2023-04-26 10:00:19
Brods or spheres, spirals or commas, bacterial cells can adopt a wide variety of shapes. The typical morphology of each species is imposed by a rigid structure, made up of polymers assembled around the cells: the cell wall. In addition to its reinforcement role, the composite wall exerts a counter-pressure on the cellular contents, otherwise the bacteria would swell like balloons until they burst, due to their internal pressure. With each division, significant rearrangements of the wall guide the partition through the middle of a mother cell into two identical daughter cells.
By virtue of its position as an interface between the cell and the outside, the wall certainly constitutes a protective structure, but also a privileged target of antibacterial attacks, both by certain antibiotics such as penicillin and by bacteria viruses, called “phages”. “. The latter, following having infected a bacterium and having multiplied there, produce molecules which break the wall; the explosion of their host under the effect of osmotic pressure (due to a difference in concentration between the inside and the outside) then leads to their release.

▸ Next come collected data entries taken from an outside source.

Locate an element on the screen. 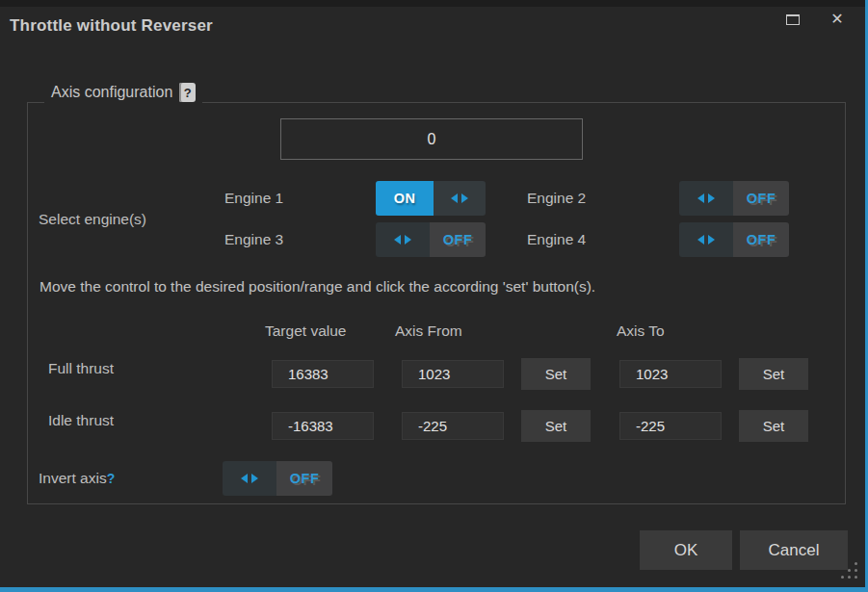 The height and width of the screenshot is (592, 868). resize-grip is located at coordinates (851, 572).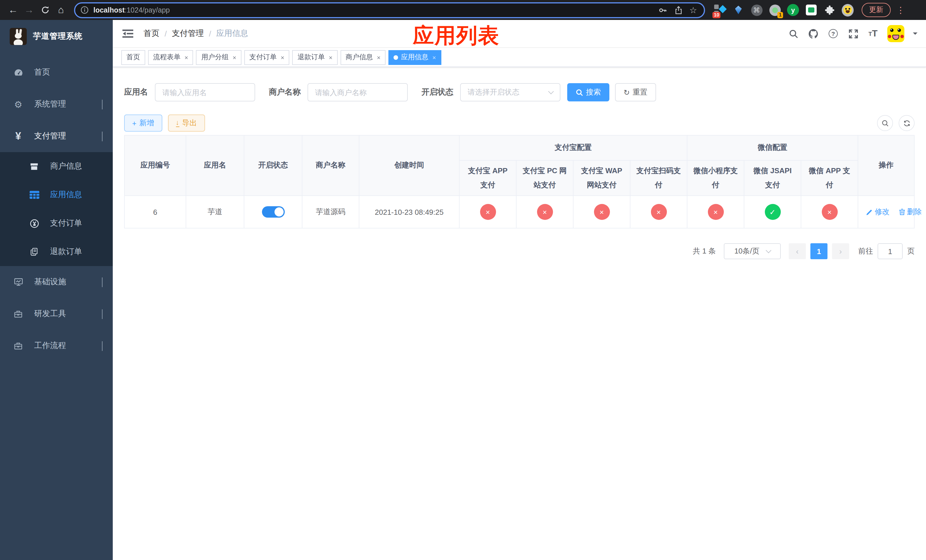 The width and height of the screenshot is (926, 560). I want to click on current-page-button: 1, so click(819, 251). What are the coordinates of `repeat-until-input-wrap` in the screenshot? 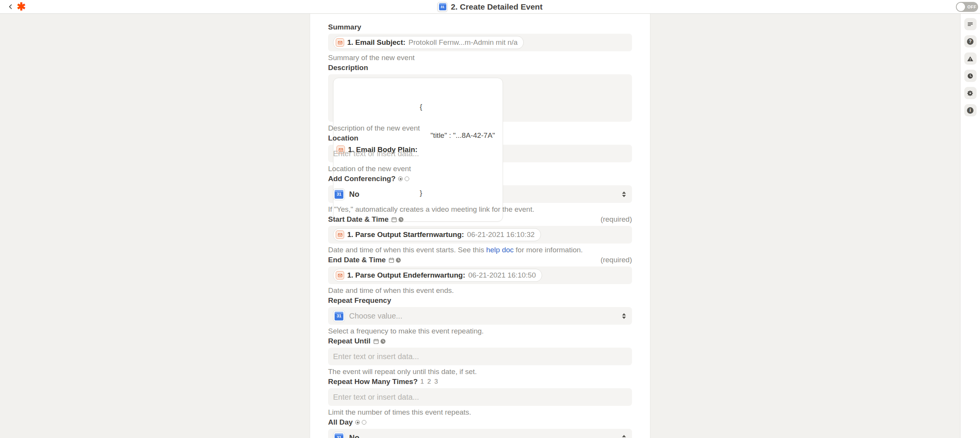 It's located at (480, 356).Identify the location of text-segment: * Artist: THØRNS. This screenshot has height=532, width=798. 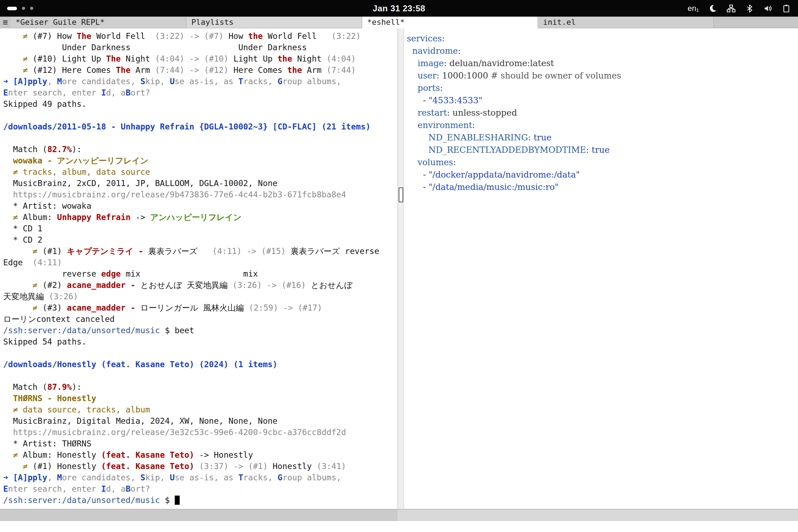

In 1935, microbiologist Emmy Klieneberger-Nobel discovered that certain bacteria can, under protective osmotic conditions, live in a form without a wall, which she named “L-form”. In this form, spherical in the absence of architectural constraints, the bacteria multiply much more slowly and must free themselves from the well-regulated mechanisms which usually ensure cell division. The new bacteria then bud on the surface, or assemble inside the older ones, like those soap bubbles that skilful blowers manage to inflate inside a first bubble. One of the advantages of this L-form, despite its fragility and slow growth, is that it is insensitive to antibiotics which target the cell wall.
A barrier to phage therapy
In review Nature Microbiology Of March, researchers from the Swiss Federal Institute of Technology in Zurich (Switzerland) have studied the transition to the L form during a phage attack. By observing under the microscope bacteria of the species Listeria monocytogenes in the presence of phages, they observed the appearance of L forms of the bacterium, characterized by their typical morphology and mode of growth. During this process, it is not the infected bacteria themselves that are converted into L-forms, but part of their bath neighbors, which thus become resistant to infection. Only to survive the attack, these bacteria continue to multiply, while the others die. If they are replaced in an environment devoid of phages, they then resume their normal mode of growth.